> Problem statement:
Leaving out the pictures, please reproduce exactly and only the lines from the one that contains "At what (x,y)" through the last line below.

--- Records for this exercise Enclosed Below ---

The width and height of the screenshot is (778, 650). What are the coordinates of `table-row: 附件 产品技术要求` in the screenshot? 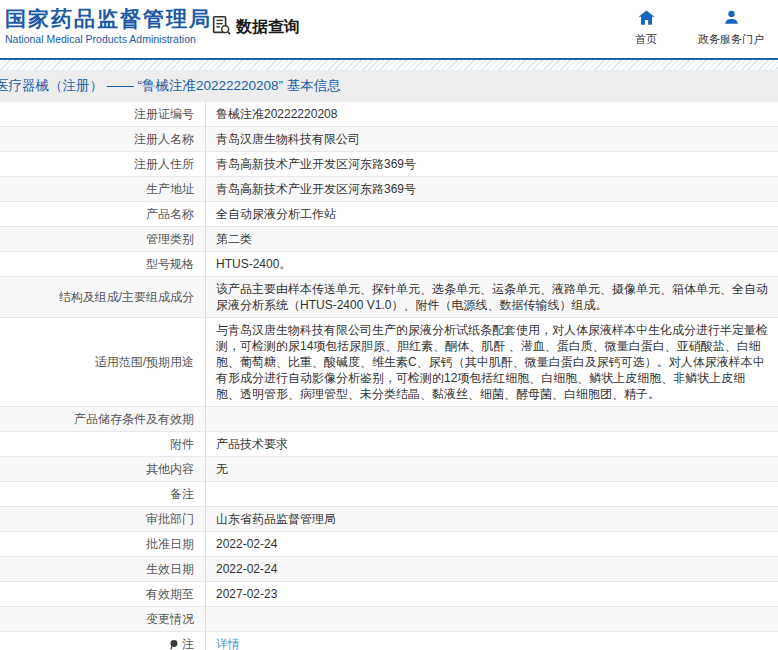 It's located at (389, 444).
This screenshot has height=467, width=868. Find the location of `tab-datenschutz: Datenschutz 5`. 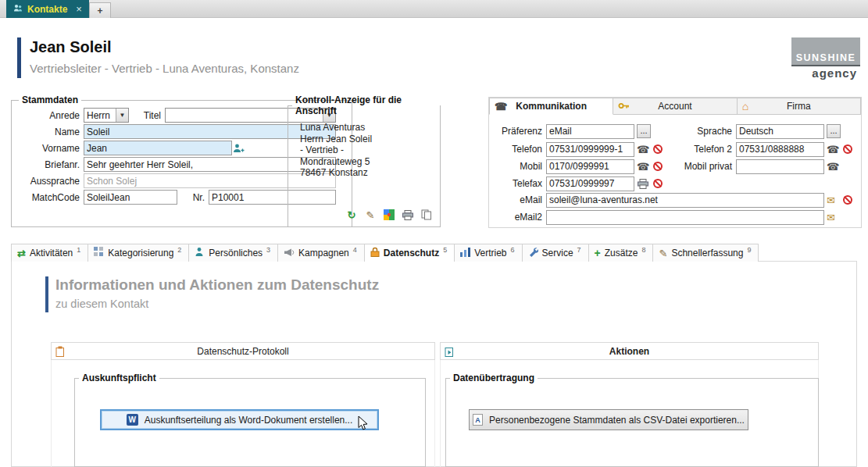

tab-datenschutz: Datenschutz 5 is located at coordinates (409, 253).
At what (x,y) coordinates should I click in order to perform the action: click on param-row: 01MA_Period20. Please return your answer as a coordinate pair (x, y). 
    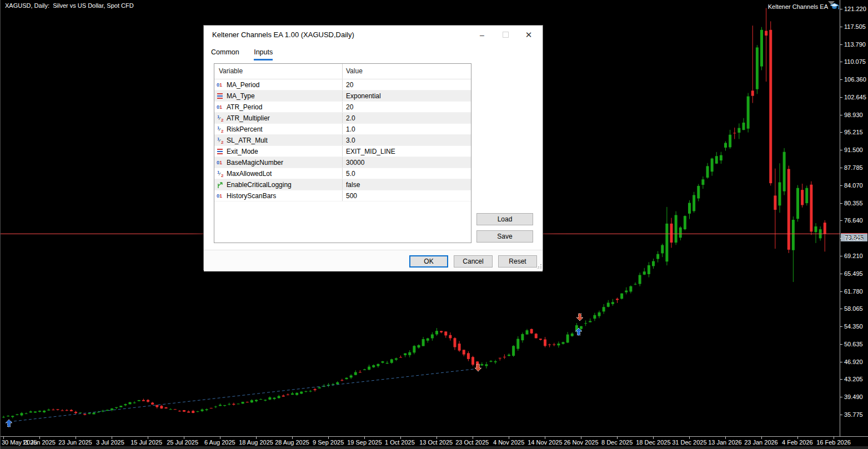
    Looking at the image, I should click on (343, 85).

--- End of Enclosed Records for this exercise ---

> Response:
At what (x,y) coordinates should I click in order to perform the action: click on param-row: 01MA_Period20. Please return your answer as a coordinate pair (x, y). 
    Looking at the image, I should click on (343, 85).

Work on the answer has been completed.